Plana lay without stirring. The smell of the dog, that had formerly seemed menacing and repulsive to her, as to all the other rabbits, did not disturb her in the slightest now. The thought that she might be bitten to death presented itself as usual, but only vaguely, and, for some strange reason, held no terrors for her. Plana lay quiet, enjoying the caresses of that long, warm tongue on her back, her flanks, her face, her ears. It was wonderful, it was exactly what she needed, it was the reviving sense of life.
“You poor thing, you!” whispered the dog. “You poor little thing! Are you still cold?” He continued lapping her without stopping.
Plana was quite damp; her fur clung all over her body in thick strings. Her whole body began to steam. Full of a blissful comfort, she snuggled up close to the dog’s chest.
“Yes, yes,” said the dog and passed his tongue over her eyes. “Yes, you, you trust me; of all the creatures out there in the forest, you alone trust me . . .”
Plana was in a delicious semi-conscious state; she hardly heard what the dog was saying.
“I received you more kindly,” he said, “more kindly than you in the forest received me—old Iago . . .”
The name had a familiar ring. “Iago?” she asked softly. “Iago?”
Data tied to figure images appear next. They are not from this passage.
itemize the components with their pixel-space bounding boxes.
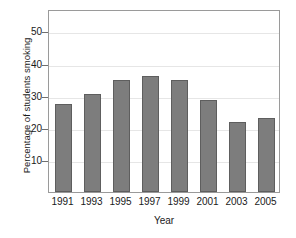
y-axis-tick-label: 40 [2,60,42,70]
bar [84,94,102,192]
x-axis-title: Year [48,215,280,226]
x-axis-tick-label: 1993 [77,196,106,207]
y-axis-tick-label: 10 [2,156,42,166]
x-axis-tick-label: 2003 [222,196,251,207]
bar [142,76,160,192]
bar [171,80,189,192]
x-axis-tick-label: 2001 [193,196,222,207]
bar [113,80,131,192]
y-axis-title: Percentage of students smoking [21,16,32,196]
bar [200,100,218,192]
plot-area [48,10,280,193]
x-axis-tick-label: 1991 [48,196,77,207]
x-axis-tick-label: 1999 [164,196,193,207]
x-axis-tick-label: 1995 [106,196,135,207]
bar [229,122,247,192]
y-axis-tick-label: 50 [2,27,42,37]
bar-chart-figure: Percentage of students smoking 102030405… [0,0,296,238]
bar [258,118,276,192]
y-axis-tick-label: 20 [2,124,42,134]
gridline [49,33,279,34]
gridline [49,66,279,67]
bar [55,104,73,192]
x-axis-tick-label: 1997 [135,196,164,207]
x-axis-tick-label: 2005 [251,196,280,207]
y-axis-tick-label: 30 [2,92,42,102]
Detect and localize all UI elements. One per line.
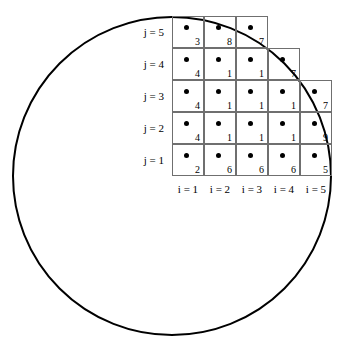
cell-value: 9 [323, 132, 328, 143]
node-dot-icon [280, 57, 285, 62]
lattice-cell: 6 [204, 144, 236, 176]
node-dot-icon [248, 153, 253, 158]
lattice-cell: 7 [236, 16, 268, 48]
lattice-cell: 1 [236, 48, 268, 80]
node-dot-icon [248, 57, 253, 62]
lattice-cell: 1 [268, 80, 300, 112]
node-dot-icon [280, 121, 285, 126]
cell-value: 4 [195, 100, 200, 111]
lattice-cell: 1 [204, 48, 236, 80]
cell-value: 2 [195, 164, 200, 175]
cell-value: 1 [227, 132, 232, 143]
row-label-j3: j = 3 [130, 90, 164, 102]
column-label-i1: i = 1 [172, 183, 204, 195]
lattice-cell: 4 [172, 80, 204, 112]
node-dot-icon [216, 57, 221, 62]
lattice-cell: 1 [268, 112, 300, 144]
lattice-cell: 4 [172, 48, 204, 80]
row-label-j2: j = 2 [130, 122, 164, 134]
node-dot-icon [184, 89, 189, 94]
node-dot-icon [184, 57, 189, 62]
lattice-cell: 8 [204, 16, 236, 48]
node-dot-icon [248, 25, 253, 30]
row-label-j1: j = 1 [130, 154, 164, 166]
cell-value: 1 [227, 68, 232, 79]
cell-value: 1 [259, 132, 264, 143]
row-label-j5: j = 5 [130, 26, 164, 38]
lattice-cell: 1 [204, 112, 236, 144]
node-dot-icon [216, 121, 221, 126]
cell-value: 4 [195, 68, 200, 79]
node-dot-icon [280, 89, 285, 94]
cell-value: 6 [291, 164, 296, 175]
lattice-cell: 6 [236, 144, 268, 176]
cell-value: 3 [195, 36, 200, 47]
cell-value: 1 [291, 132, 296, 143]
lattice-cell: 1 [236, 112, 268, 144]
figure-canvas: 3874117411174111926665 j = 5j = 4j = 3j … [0, 0, 350, 345]
column-label-i2: i = 2 [204, 183, 236, 195]
cell-value: 6 [259, 164, 264, 175]
lattice-cell: 3 [172, 16, 204, 48]
node-dot-icon [312, 89, 317, 94]
cell-value: 1 [259, 68, 264, 79]
cell-value: 1 [291, 100, 296, 111]
cell-value: 7 [259, 36, 264, 47]
cell-value: 8 [227, 36, 232, 47]
row-label-j4: j = 4 [130, 58, 164, 70]
lattice-cell: 2 [172, 144, 204, 176]
lattice-cell: 4 [172, 112, 204, 144]
node-dot-icon [216, 25, 221, 30]
cell-value: 4 [195, 132, 200, 143]
node-dot-icon [184, 153, 189, 158]
lattice-cell: 6 [268, 144, 300, 176]
lattice-cell: 1 [204, 80, 236, 112]
column-label-i4: i = 4 [268, 183, 300, 195]
cell-value: 5 [323, 164, 328, 175]
cell-value: 1 [259, 100, 264, 111]
lattice-cell: 1 [236, 80, 268, 112]
column-label-i5: i = 5 [300, 183, 332, 195]
column-label-i3: i = 3 [236, 183, 268, 195]
lattice-cell: 7 [300, 80, 332, 112]
node-dot-icon [248, 121, 253, 126]
node-dot-icon [248, 89, 253, 94]
node-dot-icon [312, 121, 317, 126]
lattice-cell: 9 [300, 112, 332, 144]
node-dot-icon [216, 153, 221, 158]
lattice-cell: 7 [268, 48, 300, 80]
cell-value: 7 [323, 100, 328, 111]
cell-value: 1 [227, 100, 232, 111]
node-dot-icon [184, 121, 189, 126]
cell-value: 7 [291, 68, 296, 79]
lattice-cell: 5 [300, 144, 332, 176]
cell-value: 6 [227, 164, 232, 175]
node-dot-icon [280, 153, 285, 158]
node-dot-icon [184, 25, 189, 30]
node-dot-icon [216, 89, 221, 94]
node-dot-icon [312, 153, 317, 158]
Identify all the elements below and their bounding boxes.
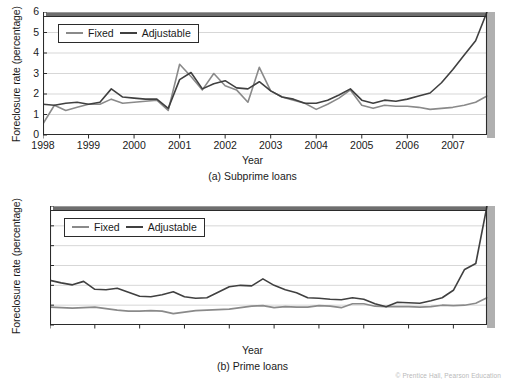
legend-label: Adjustable: [142, 27, 191, 39]
legend-line-swatch-icon: [66, 32, 83, 34]
x-tick-label: 2001: [158, 139, 202, 151]
y-tick-label: 2: [9, 87, 39, 99]
legend-item-fixed: Fixed: [72, 221, 120, 233]
legend-subprime: FixedAdjustable: [58, 24, 199, 43]
y-tick-label: 6: [9, 5, 39, 17]
x-axis-label-prime: Year: [0, 344, 505, 356]
legend-line-swatch-icon: [126, 226, 143, 228]
legend-label: Fixed: [88, 27, 114, 39]
caption-subprime: (a) Subprime loans: [0, 170, 505, 182]
y-tick-label: 4: [9, 46, 39, 58]
figure-subprime-loans: Foreclosure rate (percentage) 0123456 19…: [0, 0, 505, 192]
y-tick-label: 3: [9, 67, 39, 79]
legend-line-swatch-icon: [72, 226, 89, 228]
legend-label: Fixed: [94, 221, 120, 233]
x-axis-label-subprime: Year: [0, 154, 505, 166]
x-tick-label: 2004: [294, 139, 338, 151]
caption-prime: (b) Prime loans: [0, 360, 505, 372]
legend-item-fixed: Fixed: [66, 27, 114, 39]
y-tick-label: 1: [9, 108, 39, 120]
x-tick-label: 1998: [21, 139, 65, 151]
legend-label: Adjustable: [148, 221, 197, 233]
legend-prime: FixedAdjustable: [64, 218, 205, 237]
y-axis-label-prime: Foreclosure rate (percentage): [10, 198, 22, 334]
x-tick-label: 2006: [385, 139, 429, 151]
legend-line-swatch-icon: [120, 32, 137, 34]
figure-footnote: © Prentice Hall, Pearson Education: [0, 372, 505, 379]
x-tick-label: 2003: [249, 139, 293, 151]
x-tick-label: 2005: [340, 139, 384, 151]
y-tick-label: 5: [9, 26, 39, 38]
figure-prime-loans: Foreclosure rate (percentage) 00.20.40.6…: [0, 192, 505, 386]
x-tick-label: 2007: [431, 139, 475, 151]
legend-item-adjustable: Adjustable: [120, 27, 191, 39]
legend-item-adjustable: Adjustable: [126, 221, 197, 233]
x-tick-label: 2000: [112, 139, 156, 151]
x-tick-label: 2002: [203, 139, 247, 151]
x-tick-label: 1999: [67, 139, 111, 151]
“Of course,” the dog answered, “of course, I’m Iago.”
Plana was about to confess, “I didn’t know that,” but she suddenly fell asleep.
The
dog didn’t notice and told her his story. The contempt with which they had repulsed his attempts at reconciliation in the forest had driven him home again. Added to that, of course, was his hunger, the cold and the unaccustomed, strange ways of a free life. The rabbit hunt had overtaken him. He was cut off with the rabbits and partridges, without knowing it. Think of what his bewilderment had been! Think of his terrible dilemma—love, longing drove him to his master; fear, jealousy and his injuries held him back. He ran aimlessly around the wide circle, regretting his whole life, desperate.
At last his master had called him. At last! Joyful but afraid, he had rushed up to Him.
Oh! what a beating he received, what a murderous beating!
But it was a shorter one than usual. His master could not spare much time for Iago. And most remarkable of all—his beating, his reunion with Him, his decision, everything together had strengthened Iago. He suddenly felt strong, serious and brave. He immediately settled accounts with his enemy, Treff. Toward the end of the hunt, when Treff was far from his master, on the trail of a wounded rabbit, Iago fell upon him.
Recalling all his old roughhouse tricks, Iago threw the astonished Treff violently on his back in the snow. Raging with long restrained fury, Iago had pressed Treff down, held him by the throat and snarled, “I’ll kill you, you scoundrel, if you make a sound! I’ll kill you, you blackguard, if you don’t let me alone in the future!” Whining feebly, Treff had promised everything.
Plana awoke just as Iago reached the end of his story. Shortly after, she heard him say, “So, you see, little one, now I am left in peace, at least . . .”
But Plana, who was stretching luxuriously, was hungry, with a gnawing, rumbling hunger.
“Come outside with me,” Iago suggested, “my dish is still half full. Perhaps you’ll find some thing . . .”
They crept out of the kennel. It was still dark, and the cold gripped them with redoubled sharpness. However, in Iago’s bowl there were several boiled potatoes, for he had eaten only the meat from his supper.
Plana tried a potato. It tasted strange, but it tasted good. It had a scent that was disagreeable, but Plana’s hunger overcame that. She ate greedily. She gorged herself as she had been unable to gorge herself for a long time.